The best thing for being sad… is to learn something. That is the only thing that never fails. You may grow old and trembling in your anatomies, you may lie awake at night listening to the disorder of your veins, you may miss your only love, you may see the world about you devastated by evil lunatics, or know your honor trampled in the sewers of baser minds. There is only one thing for it then — to learn. Learn why the world wags and what wags it. That is the only thing which the mind can never exhaust, never alienate, never be tortured by, never fear or distrust, and never dream of regretting.
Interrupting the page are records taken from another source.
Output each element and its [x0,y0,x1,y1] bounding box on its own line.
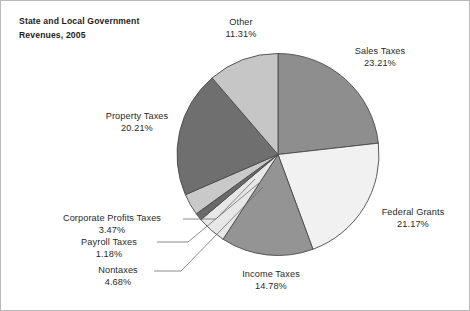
pie-label-nontaxes-name: Nontaxes [82,265,154,277]
pie-label-income-taxes-percent: 14.78% [223,281,319,293]
pie-label-income-taxes-name: Income Taxes [223,269,319,281]
pie-label-payroll-taxes: Payroll Taxes 1.18% [63,237,155,260]
pie-label-sales-taxes: Sales Taxes 23.21% [337,46,423,69]
pie-label-property-taxes-name: Property Taxes [85,111,189,123]
pie-label-federal-grants: Federal Grants 21.17% [365,207,461,230]
pie-label-corporate-profits-taxes: Corporate Profits Taxes 3.47% [43,213,181,236]
pie-label-sales-taxes-name: Sales Taxes [337,46,423,58]
pie-label-federal-grants-percent: 21.17% [365,219,461,231]
pie-label-other-name: Other [205,17,277,29]
pie-label-income-taxes: Income Taxes 14.78% [223,269,319,292]
figure-panel: State and Local Government Revenues, 200… [0,0,470,311]
pie-label-payroll-taxes-percent: 1.18% [63,249,155,261]
pie-label-sales-taxes-percent: 23.21% [337,58,423,70]
pie-label-property-taxes: Property Taxes 20.21% [85,111,189,134]
pie-slice-group [177,54,379,256]
pie-label-payroll-taxes-name: Payroll Taxes [63,237,155,249]
pie-label-property-taxes-percent: 20.21% [85,123,189,135]
pie-label-nontaxes: Nontaxes 4.68% [82,265,154,288]
pie-label-other-percent: 11.31% [205,29,277,41]
pie-label-corporate-profits-taxes-percent: 3.47% [43,225,181,237]
pie-label-federal-grants-name: Federal Grants [365,207,461,219]
pie-label-nontaxes-percent: 4.68% [82,277,154,289]
pie-label-other: Other 11.31% [205,17,277,40]
pie-label-corporate-profits-taxes-name: Corporate Profits Taxes [43,213,181,225]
TH White, Once and Future King

Purpose

Something my mom always used to say: “If I wanted to be a CEO, I would’ve been a CEO.” It wasn’t an arrogant statement; it was an acknowledgement that nothing about the life of a CEO appealed to her. She wanted to be a mom, and she was quite proud of telling anyone who would listen that they could do whatever they wanted, but for her, mom-hood was it.

So I’ve been thinking about why I write. In this hyperlinked world, it’s easy to lose track — or it’s easy for me to lose track. But it’s important to remember what writing feels like, and how that feeling has motivated every twist and turn of my life.

It’s not me. It’s the words. It’s the way words flow together, connecting and building and becoming things. I’m sure other writers have had this experience, when you go to change one line of a poem/essay/letter of recommendation and find yourself having to change other lines because to pull on one thread means something else becomes misshapen and you want it to be beautiful so you work and work to make it that way. I imagine it’s like painting, or like Bob Ross’ paintings. He’d always want to add a tree to what I thought was a finished picture. I’d yell at the screen Don’t. I’d get physically agitated. But it always worked out, and that’s not the point anyway. He worked the painting until it was done. Until it was done.

That’s the way I feel when I’m working on a story. I’m not thinking about publication, or what the story might do for me. I’m thinking about how I can make it flow. When I get lost in that desire — to create something whole, as even violent stories and poems can be — when I’m secondary, serving the lines rather than them serving me, that is where I feel at home, and have for as long as I can remember. It’s the words, the piece, spoken or written. I’ve been blessed with credit, but the only thing I’ve ever cared about was whether I did the words justice. “Did you like it?”

That and when the desire to promote myself rises, bad shit happens.